The force cuts will take away almost all of the tardy and inadequate increases of the late Bush years; with the Iraq “surge” of 2007 came the belated recognition that the size of the Army and Marine Corps could not sustain the effort needed. Despite painful lessons to the contrary, our nation is on the cusp of a thank-God-that’s-over moment — just as the Greater Middle East, the theater where land forces have proved so essential, appears to be on the verge of the kind of democratic revolution for which so many soldiers and Marines have fought and died over the past generation.

When Defense Secretary Robert Gates addressed cadets at West Point on Friday, he told them, “When it comes to predicting the nature and location of our next military engagements, since Vietnam, our record is perfect: We have never once gotten it right.” The cuts in the fiscal 2012 defense budget are a bet that our withdrawal plans for Iraq and Afghanistan will go as planned for the next three years and that nothing new will come up. In other words, our record of perfection will remain intact.

FRANK NEWPORT

President, American Association for Public Opinion Research

The House-passed budget proposal includes $150 million in cuts for U.S. Census Bureau operations. These are penny-wise and pound-foolish. The investment the nation makes in gathering and publishing information about its citizens pays for itself many times over.

The Census Bureau provides a fundamental service by continually measuring trends and changes in population and businesses — such data are vital to the nation’s industries and to our collective ability to be economically competitive. Accurate census information is useful to entrepreneurs considering investments, businesses’ decisions on locations or labor force, community planning, and more.

More than $400 billion in federal program funding is based on information the Census Bureau has gathered in the years between the decennial censuses. Congressional decisions on policy and legislation often depend directly on information provided by the bureau.

Our association represents more than 2,000 of the nation’s leading marketing and survey researchers from business, industry, government agencies and the educational system. We understand that the census is the backbone and underlying structure of much of our profession’s work.
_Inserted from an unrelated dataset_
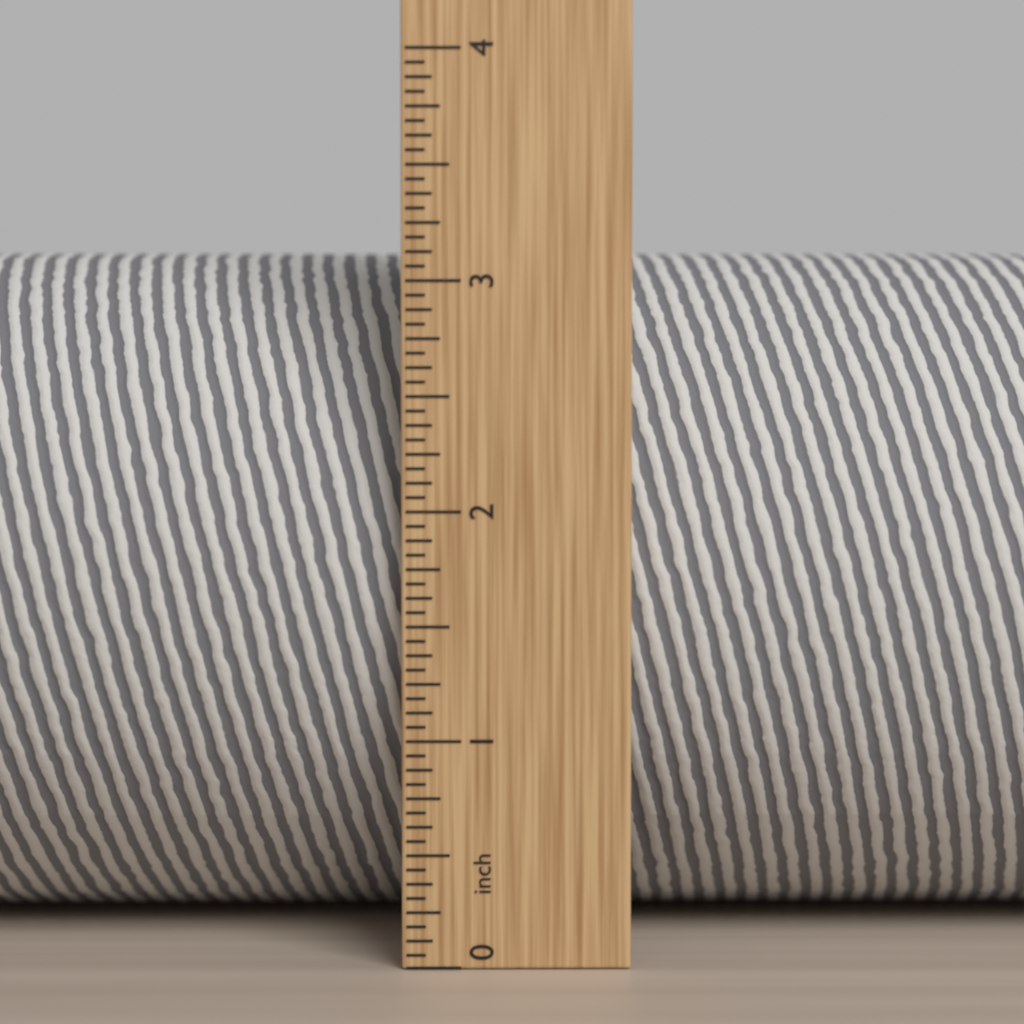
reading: 3.1875 in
The key to economic and business success today is knowledge. Information provided by the Census Bureau is among the nation’s most critical data. The Senate should restore these funds.
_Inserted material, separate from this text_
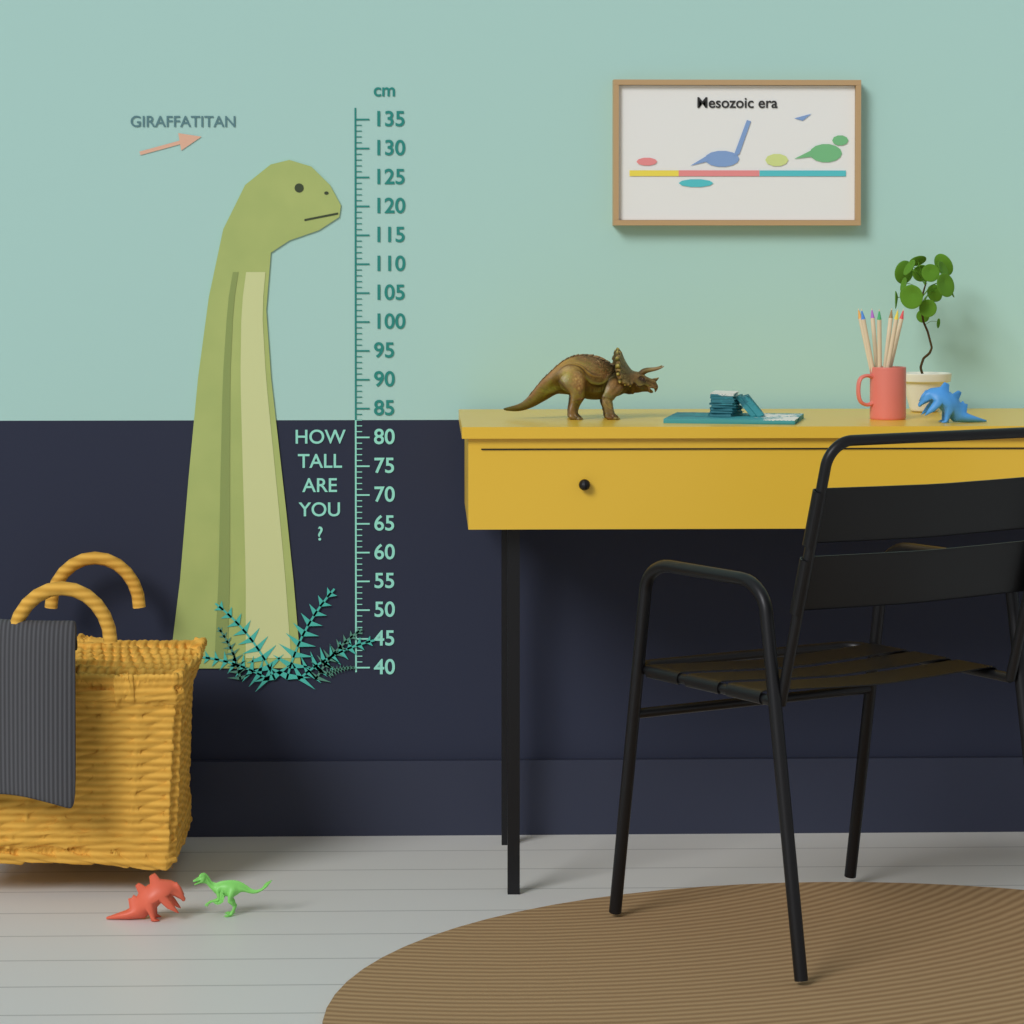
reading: 128 cm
Senior vice president, Habitat for Humanity International

Proposed cuts to national service initiatives would eliminate highly valuable and cost-effective investments in underserved communities. These initiatives leverage dollars and manpower and provide jobs and skills development where citizens need it most.

Each year, Corporation for National and Community Service members leverage more than $800 million from businesses, foundations and other non-federal sources. These funds provide critical services such as affordable and sustainable housing for low-income families, youth mentoring, veterans’ services and teachers for urban schools. Nonprofit organizations also match a percentage of government funding.

Three million community volunteers each year are mobilized and managed by CNCS-funded programs nationwide — mentoring, teaching, building and serving their fellow citizens. Without this human capital, significant work in schools, job sites and community centers would go undone. These volunteer networks strengthen the capacity of community organizations and lessen the burden on local government.

Habitat for Humanity and organizations like it across the country would not be able to provide critical services without the leadership and leverage of AmeriCorps members and others. National service is investment in America.